Dylan Cease left his start against the Pittsburgh Pirates at Rogers Centre on May 24, 2025 with an apparent injury, exiting with two outs in the fifth inning after appearing to favor his lower body.
The Blue Jays removed Cease with two outs in the fifth and he left the field with a trainer on the mound. Dan Johnson reported: "Dylan Cease has been removed from today's game with an apparent injury." DraftKings Network's live update said Cease was removed with an apparent injury, and that he had allowed two runs on four hits and one walk while striking out six.
Cease's line at the time showed 58 pitches, 37 for strikes. The hits included a leadoff home run to right by Spencer Horwitz and a solo shot by Oneil Cruz in the second inning. Cease struck out Bryan Reynolds and Nick Gonzales to end the first, and in the third he fanned Brandon Lowe, Nick Gonzales again and Oneil Cruz.
The injury interrupted a recent hot stretch for Cease and the Blue Jays. DraftKings Network noted Cease entered Sunday with a 3-2 record, a 2.98 ERA, a 1.22 WHIP and a 3.36 strikeout-to-walk ratio. Another report entering the day listed him with a 3.05 ERA, a 1.21 WHIP and an MLB-leading 92 strikeouts in 62 innings — numbers that made him one of the American League's higher-strikeout arms.
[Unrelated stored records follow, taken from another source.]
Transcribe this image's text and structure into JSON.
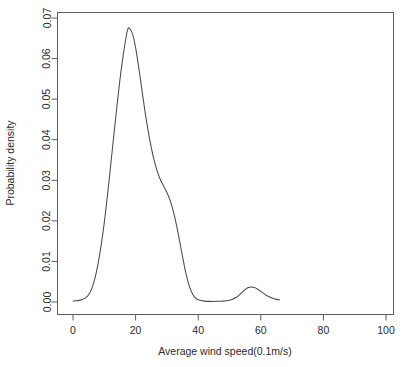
{
  "chart_data": {
    "type": "line",
    "title": "",
    "subtitle": "",
    "xlabel": "Average wind speed(0.1m/s)",
    "ylabel": "Probability density",
    "xlim": [
      0,
      100
    ],
    "ylim": [
      0.0,
      0.07
    ],
    "xticks": [
      0,
      20,
      40,
      60,
      80,
      100
    ],
    "xtick_labels": [
      "0",
      "20",
      "40",
      "60",
      "80",
      "100"
    ],
    "yticks": [
      0.0,
      0.01,
      0.02,
      0.03,
      0.04,
      0.05,
      0.06,
      0.07
    ],
    "ytick_labels": [
      "0.00",
      "0.01",
      "0.02",
      "0.03",
      "0.04",
      "0.05",
      "0.06",
      "0.07"
    ],
    "grid": false,
    "legend": null,
    "legend_position": "none",
    "annotations": [],
    "line_color": "#4a4a4a",
    "axis_color": "#5d5d5d",
    "series": [
      {
        "name": "wind speed density",
        "x": [
          0.0,
          1.0,
          2.0,
          3.0,
          4.0,
          5.0,
          6.0,
          7.0,
          8.0,
          9.0,
          10.0,
          11.0,
          12.0,
          13.0,
          14.0,
          15.0,
          16.0,
          17.0,
          17.5,
          18.0,
          19.0,
          20.0,
          21.0,
          22.0,
          23.0,
          24.0,
          25.0,
          26.0,
          27.0,
          28.0,
          29.0,
          30.0,
          31.0,
          32.0,
          33.0,
          34.0,
          35.0,
          36.0,
          37.0,
          38.0,
          39.0,
          40.0,
          42.0,
          44.0,
          46.0,
          48.0,
          50.0,
          51.0,
          52.0,
          53.0,
          54.0,
          55.0,
          56.0,
          57.0,
          58.0,
          59.0,
          60.0,
          61.0,
          62.0,
          63.0,
          64.0,
          65.0,
          66.0
        ],
        "y": [
          0.00025,
          0.0003,
          0.0004,
          0.0006,
          0.001,
          0.0018,
          0.0033,
          0.0058,
          0.0094,
          0.014,
          0.0196,
          0.0262,
          0.0334,
          0.0408,
          0.048,
          0.0548,
          0.0606,
          0.0655,
          0.0672,
          0.0675,
          0.0661,
          0.0627,
          0.0578,
          0.0524,
          0.047,
          0.0422,
          0.0381,
          0.0347,
          0.032,
          0.03,
          0.0285,
          0.027,
          0.0251,
          0.0225,
          0.0192,
          0.0153,
          0.0112,
          0.0073,
          0.0043,
          0.0023,
          0.0011,
          0.00055,
          0.00022,
          0.00015,
          0.00016,
          0.00022,
          0.00045,
          0.0007,
          0.0011,
          0.00165,
          0.00235,
          0.00305,
          0.00355,
          0.0037,
          0.00355,
          0.00315,
          0.0026,
          0.00205,
          0.00155,
          0.00115,
          0.00085,
          0.00065,
          0.00055
        ]
      }
    ]
  }
}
Toronto came into the series chasing a sweep after winning four straight games; the Pirates had lost six of eight. Cease's exit therefore carried immediate competitive weight: the club turned to its bullpen while protecting a starter who has been a central figure in their rotation this season.
Tension about what exactly happened surfaced in the live updates. DraftKings Network's update also said Cease was done after three innings and Toronto turned to the bullpen, while other accounts placed his removal with two outs in the fifth. The available live updates did not list an official diagnosis at the time of writing, and those discrepancies leave the nature and timing of the problem unclear. Observers noted Cease appeared to be favoring his lower body before the Blue Jays removed him.
The injury is the latest hiccup after a difficult outing on May 19, when Cease lost to the Yankees and allowed five runs over five innings while striking out nine. That game, and Sunday’s premature exit, now raise a clear question for the Blue Jays: will they be forced to reshuffle a rotation that has relied on Cease’s ability to miss bats? An official medical update was not available at the time this report was filed.